Perseverance saves 5 hours of audio recordings on Mars
MADRID, October 19 (European press) –
Two microphones aboard NASA’s Perseverance rover roaming Jezero Crater on Mars add to the attraction. A new dimension to the way scientists and engineers are exploring the Red Planet.
The mission registered its arrival in February Nearly five hours of Martian winds blow, rover wheels creak on gravel, and engines hum as the six-wheeled robot cranks its arm. These sounds allow scientists and engineers to experience the Red Planet in new ways, and everyone is invited to listen.
“It feels like you’re really there,” he said. It’s a statement Baptiste Chedd, a planetary scientist studying microphone data at the Institute for Astrophysical Research and Planning in France. “The sounds of Mars have strong bass vibrations, so when you put the headphones on, you can really feel it. I think the microphones will be an important resource for future science on Mars and the solar system.” Video From the Jet Propulsion Laboratory (JPL) includes a selection of images and audio.
Perseverance is the first spacecraft to record the sound of the Red Planet using dedicated microphones, Both are commercially available devices. One of them travels on the side of the rover chassis. The second microphone is located on the persistence mast as a complement to the SuperCam laser instrument’s investigations of rocks and air.
The first was provided by NASA’s Jet Propulsion Laboratory in Southern California, while the SuperCam instrument and its mast microphone were provided by Los Alamos National Laboratory (LANL) in New Mexico and a group of laboratories. Research centers are sponsored by Centro Nacional d’Etudes Spatiales (CNES).
More than 25,000 laser shots
SuperCam studies rocks and soil with a laser and then analyzes the resulting vapor with a camera. Since the laser pulses up to hundreds of times per target, the chances of picking up the sound of those slides multiply quickly: the microphone has already recorded more than 25,000 laser shots.
Some of these recordings teach scientists about changes in the planet’s atmosphere. After all, sound is transmitted through vibrations in the air. From his perseverance mast, The SuperCam microphone is ideally located for monitoring “micro perturbations” (Minimum Air Changes) and complements the rover’s dedicated wind sensors, which are part of an atmospheric instrument cluster called MEDA, short for Mars Environmental Dynamics Analyzer.
MEDA sensors sample wind speed, pressure, and temperature once or twice per second for up to two hours at a time. The SuperCam microphone, on the other hand, It can provide similar information at a rate of 20,000 times per second for several minutes.
“It’s like comparing a magnifying glass to a microscope with a magnification of 100 times,” said MEDA principal investigator José Rodríguez-Manfredi, of the Center for Astrobiology (CAB) of the National Institute for Space Technology in Madrid. “From a meteorologist’s point of view, every perspective, detail, and context complement each other.”
The microphone also makes it possible to investigate how sound propagates on Mars. Because the planet’s atmosphere is much less dense than Earth’s, scientists knew that high pitched sounds would be difficult to hear in particular. In fact, some scientists, who weren’t sure they heard anything at all, were shocked when the microphone picked up the blaring rotors of an Ingenuity helicopter during its fourth flight, on April 30, From a distance of 80 meters (262 feet).
The information from the helicopter’s sound allowed the researchers to remove two of the three models that had been developed to predict how sound would spread on Mars.
“Sound on Mars goes further than we thought,” said Nina Lanza, a SuperCam scientist working with microphone data at LANL. “It shows you how important it is to do field science.”
There is another aspect of space exploration that can benefit from an audio dimension: spacecraft maintenance. Engineers use the cameras to monitor tire wear on the Curiosity rover and dust accumulating on InSight’s solar panels. Using microphones, they can also check the performance of a spacecraft in the same way that mechanics can listen to a car’s engine.
The Perseverance team makes a large number of recordings for the rover’s body microphone, which is well located to hear its wheels and other interior parts. Although there aren’t enough recordings yet to detect changes, over time, engineers can analyze that data and discern subtle differences, such as additional electric current going to a particular wheel. This would be in addition to the ways they are already monitoring the health of the spacecraft.
“We like to hear these sounds regularly,” said Vandy Verma, Perseverance Chief Engineer for Robotic Operations at JPL. “We routinely hear changes in sound patterns in our test vehicle here on Earth, which could indicate an issue that needs attention.”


**Work required:** Could you copy the data that follows exactly as written, but drop the pictures?

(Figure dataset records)

○ ○ ○ ○

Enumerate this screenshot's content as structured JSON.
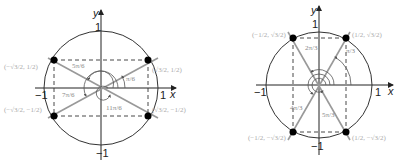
{
  "diagrams": [
    {
      "id": "left",
      "axis_labels": {
        "x": "x",
        "y": "y"
      },
      "ticks": {
        "pos_x": "1",
        "neg_x": "−1",
        "pos_y": "1",
        "neg_y": "−1"
      },
      "points": [
        {
          "label": "(√3/2, 1/2)"
        },
        {
          "label": "(−√3/2, 1/2)"
        },
        {
          "label": "(−√3/2, −1/2)"
        },
        {
          "label": "(√3/2, −1/2)"
        }
      ],
      "angles": [
        {
          "label": "π/6"
        },
        {
          "label": "5π/6"
        },
        {
          "label": "7π/6"
        },
        {
          "label": "11π/6"
        }
      ]
    },
    {
      "id": "right",
      "axis_labels": {
        "x": "x",
        "y": "y"
      },
      "ticks": {
        "pos_x": "1",
        "neg_x": "−1",
        "pos_y": "1",
        "neg_y": "−1"
      },
      "points": [
        {
          "label": "(1/2, √3/2)"
        },
        {
          "label": "(−1/2, √3/2)"
        },
        {
          "label": "(−1/2, −√3/2)"
        },
        {
          "label": "(1/2, −√3/2)"
        }
      ],
      "angles": [
        {
          "label": "π/3"
        },
        {
          "label": "2π/3"
        },
        {
          "label": "4π/3"
        },
        {
          "label": "5π/3"
        }
      ]
    }
  ]
}
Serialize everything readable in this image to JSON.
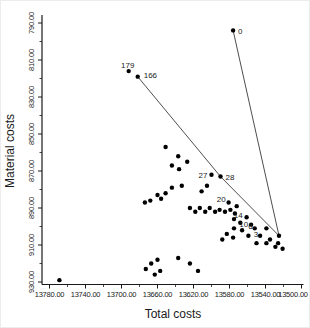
{
  "chart_data": {
    "type": "scatter",
    "title": "",
    "xlabel": "Total costs",
    "ylabel": "Material costs",
    "x_axis": {
      "tick_values": [
        13780,
        13740,
        13700,
        13660,
        13620,
        13580,
        13540,
        13500
      ],
      "tick_labels": [
        "13780.00",
        "13740.00",
        "13700.00",
        "13660.00",
        "13620.00",
        "13580.00",
        "13540.00",
        "13500.00"
      ],
      "direction": "decreasing-rightward",
      "minor_ticks_between": 1
    },
    "y_axis": {
      "tick_values": [
        790,
        810,
        830,
        850,
        870,
        890,
        910,
        930
      ],
      "tick_labels": [
        "790.00",
        "810.00",
        "830.00",
        "850.00",
        "870.00",
        "890.00",
        "910.00",
        "930.00"
      ],
      "direction": "increasing-downward",
      "minor_ticks_between": 1
    },
    "grid": false,
    "legend": false,
    "point_color": "#000000",
    "line_color": "#3a3a3a",
    "labeled_points": [
      {
        "label": "0",
        "x": 13576,
        "y": 794,
        "dx": 5,
        "dy": 2,
        "anchor": "start"
      },
      {
        "label": "179",
        "x": 13692,
        "y": 816,
        "dx": -1,
        "dy": -5,
        "anchor": "middle"
      },
      {
        "label": "166",
        "x": 13682,
        "y": 819,
        "dx": 6,
        "dy": -1,
        "anchor": "start"
      },
      {
        "label": "27",
        "x": 13600,
        "y": 872,
        "dx": -4,
        "dy": 1,
        "anchor": "end"
      },
      {
        "label": "28",
        "x": 13590,
        "y": 873,
        "dx": 5,
        "dy": 1,
        "anchor": "start"
      },
      {
        "label": "20",
        "x": 13581,
        "y": 887,
        "dx": -3,
        "dy": -2,
        "anchor": "end"
      },
      {
        "label": "14",
        "x": 13561,
        "y": 895,
        "dx": -4,
        "dy": -1,
        "anchor": "end"
      },
      {
        "label": "10",
        "x": 13556,
        "y": 899,
        "dx": -3,
        "dy": 0,
        "anchor": "end"
      },
      {
        "label": "6",
        "x": 13552,
        "y": 901,
        "dx": -2,
        "dy": -1,
        "anchor": "end"
      },
      {
        "label": "3",
        "x": 13546,
        "y": 905,
        "dx": -2,
        "dy": -1,
        "anchor": "end"
      }
    ],
    "trajectory_lines": [
      {
        "points": [
          [
            13682,
            819
          ],
          [
            13590,
            873
          ],
          [
            13525,
            905
          ]
        ]
      },
      {
        "points": [
          [
            13576,
            794
          ],
          [
            13525,
            905
          ]
        ]
      }
    ],
    "points": [
      [
        13769,
        929
      ],
      [
        13651,
        857
      ],
      [
        13637,
        862
      ],
      [
        13627,
        865
      ],
      [
        13644,
        867
      ],
      [
        13636,
        869
      ],
      [
        13644,
        879
      ],
      [
        13633,
        878
      ],
      [
        13651,
        882
      ],
      [
        13660,
        883
      ],
      [
        13668,
        886
      ],
      [
        13674,
        887
      ],
      [
        13656,
        885
      ],
      [
        13611,
        881
      ],
      [
        13605,
        878
      ],
      [
        13624,
        890
      ],
      [
        13618,
        892
      ],
      [
        13613,
        890
      ],
      [
        13607,
        892
      ],
      [
        13602,
        890
      ],
      [
        13596,
        892
      ],
      [
        13591,
        891
      ],
      [
        13585,
        892
      ],
      [
        13579,
        891
      ],
      [
        13574,
        893
      ],
      [
        13660,
        918
      ],
      [
        13667,
        920
      ],
      [
        13673,
        923
      ],
      [
        13657,
        924
      ],
      [
        13663,
        926
      ],
      [
        13637,
        917
      ],
      [
        13624,
        920
      ],
      [
        13615,
        924
      ],
      [
        13583,
        904
      ],
      [
        13576,
        906
      ],
      [
        13588,
        907
      ],
      [
        13572,
        889
      ],
      [
        13575,
        896
      ],
      [
        13568,
        898
      ],
      [
        13575,
        901
      ],
      [
        13566,
        902
      ],
      [
        13559,
        905
      ],
      [
        13550,
        909
      ],
      [
        13539,
        909
      ],
      [
        13529,
        911
      ],
      [
        13539,
        901
      ],
      [
        13535,
        907
      ],
      [
        13526,
        909
      ],
      [
        13521,
        912
      ],
      [
        13525,
        905
      ]
    ]
  }
}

○ ○ ○ ○

**Written response:**
Enumerate this screenshot's content as structured JSON.
{
  "diagrams": [
    {
      "id": "left",
      "axis_labels": {
        "x": "x",
        "y": "y"
      },
      "ticks": {
        "pos_x": "1",
        "neg_x": "−1",
        "pos_y": "1",
        "neg_y": "−1"
      },
      "points": [
        {
          "label": "(√3/2, 1/2)"
        },
        {
          "label": "(−√3/2, 1/2)"
        },
        {
          "label": "(−√3/2, −1/2)"
        },
        {
          "label": "(√3/2, −1/2)"
        }
      ],
      "angles": [
        {
          "label": "π/6"
        },
        {
          "label": "5π/6"
        },
        {
          "label": "7π/6"
        },
        {
          "label": "11π/6"
        }
      ]
    },
    {
      "id": "right",
      "axis_labels": {
        "x": "x",
        "y": "y"
      },
      "ticks": {
        "pos_x": "1",
        "neg_x": "−1",
        "pos_y": "1",
        "neg_y": "−1"
      },
      "points": [
        {
          "label": "(1/2, √3/2)"
        },
        {
          "label": "(−1/2, √3/2)"
        },
        {
          "label": "(−1/2, −√3/2)"
        },
        {
          "label": "(1/2, −√3/2)"
        }
      ],
      "angles": [
        {
          "label": "π/3"
        },
        {
          "label": "2π/3"
        },
        {
          "label": "4π/3"
        },
        {
          "label": "5π/3"
        }
      ]
    }
  ]
}
Serialize everything readable in this image to JSON.
{
  "chart_data": {
    "type": "scatter",
    "title": "",
    "xlabel": "Total costs",
    "ylabel": "Material costs",
    "x_axis": {
      "tick_values": [
        13780,
        13740,
        13700,
        13660,
        13620,
        13580,
        13540,
        13500
      ],
      "tick_labels": [
        "13780.00",
        "13740.00",
        "13700.00",
        "13660.00",
        "13620.00",
        "13580.00",
        "13540.00",
        "13500.00"
      ],
      "direction": "decreasing-rightward",
      "minor_ticks_between": 1
    },
    "y_axis": {
      "tick_values": [
        790,
        810,
        830,
        850,
        870,
        890,
        910,
        930
      ],
      "tick_labels": [
        "790.00",
        "810.00",
        "830.00",
        "850.00",
        "870.00",
        "890.00",
        "910.00",
        "930.00"
      ],
      "direction": "increasing-downward",
      "minor_ticks_between": 1
    },
    "grid": false,
    "legend": false,
    "point_color": "#000000",
    "line_color": "#3a3a3a",
    "labeled_points": [
      {
        "label": "0",
        "x": 13576,
        "y": 794,
        "dx": 5,
        "dy": 2,
        "anchor": "start"
      },
      {
        "label": "179",
        "x": 13692,
        "y": 816,
        "dx": -1,
        "dy": -5,
        "anchor": "middle"
      },
      {
        "label": "166",
        "x": 13682,
        "y": 819,
        "dx": 6,
        "dy": -1,
        "anchor": "start"
      },
      {
        "label": "27",
        "x": 13600,
        "y": 872,
        "dx": -4,
        "dy": 1,
        "anchor": "end"
      },
      {
        "label": "28",
        "x": 13590,
        "y": 873,
        "dx": 5,
        "dy": 1,
        "anchor": "start"
      },
      {
        "label": "20",
        "x": 13581,
        "y": 887,
        "dx": -3,
        "dy": -2,
        "anchor": "end"
      },
      {
        "label": "14",
        "x": 13561,
        "y": 895,
        "dx": -4,
        "dy": -1,
        "anchor": "end"
      },
      {
        "label": "10",
        "x": 13556,
        "y": 899,
        "dx": -3,
        "dy": 0,
        "anchor": "end"
      },
      {
        "label": "6",
        "x": 13552,
        "y": 901,
        "dx": -2,
        "dy": -1,
        "anchor": "end"
      },
      {
        "label": "3",
        "x": 13546,
        "y": 905,
        "dx": -2,
        "dy": -1,
        "anchor": "end"
      }
    ],
    "trajectory_lines": [
      {
        "points": [
          [
            13682,
            819
          ],
          [
            13590,
            873
          ],
          [
            13525,
            905
          ]
        ]
      },
      {
        "points": [
          [
            13576,
            794
          ],
          [
            13525,
            905
          ]
        ]
      }
    ],
    "points": [
      [
        13769,
        929
      ],
      [
        13651,
        857
      ],
      [
        13637,
        862
      ],
      [
        13627,
        865
      ],
      [
        13644,
        867
      ],
      [
        13636,
        869
      ],
      [
        13644,
        879
      ],
      [
        13633,
        878
      ],
      [
        13651,
        882
      ],
      [
        13660,
        883
      ],
      [
        13668,
        886
      ],
      [
        13674,
        887
      ],
      [
        13656,
        885
      ],
      [
        13611,
        881
      ],
      [
        13605,
        878
      ],
      [
        13624,
        890
      ],
      [
        13618,
        892
      ],
      [
        13613,
        890
      ],
      [
        13607,
        892
      ],
      [
        13602,
        890
      ],
      [
        13596,
        892
      ],
      [
        13591,
        891
      ],
      [
        13585,
        892
      ],
      [
        13579,
        891
      ],
      [
        13574,
        893
      ],
      [
        13660,
        918
      ],
      [
        13667,
        920
      ],
      [
        13673,
        923
      ],
      [
        13657,
        924
      ],
      [
        13663,
        926
      ],
      [
        13637,
        917
      ],
      [
        13624,
        920
      ],
      [
        13615,
        924
      ],
      [
        13583,
        904
      ],
      [
        13576,
        906
      ],
      [
        13588,
        907
      ],
      [
        13572,
        889
      ],
      [
        13575,
        896
      ],
      [
        13568,
        898
      ],
      [
        13575,
        901
      ],
      [
        13566,
        902
      ],
      [
        13559,
        905
      ],
      [
        13550,
        909
      ],
      [
        13539,
        909
      ],
      [
        13529,
        911
      ],
      [
        13539,
        901
      ],
      [
        13535,
        907
      ],
      [
        13526,
        909
      ],
      [
        13521,
        912
      ],
      [
        13525,
        905
      ]
    ]
  }
}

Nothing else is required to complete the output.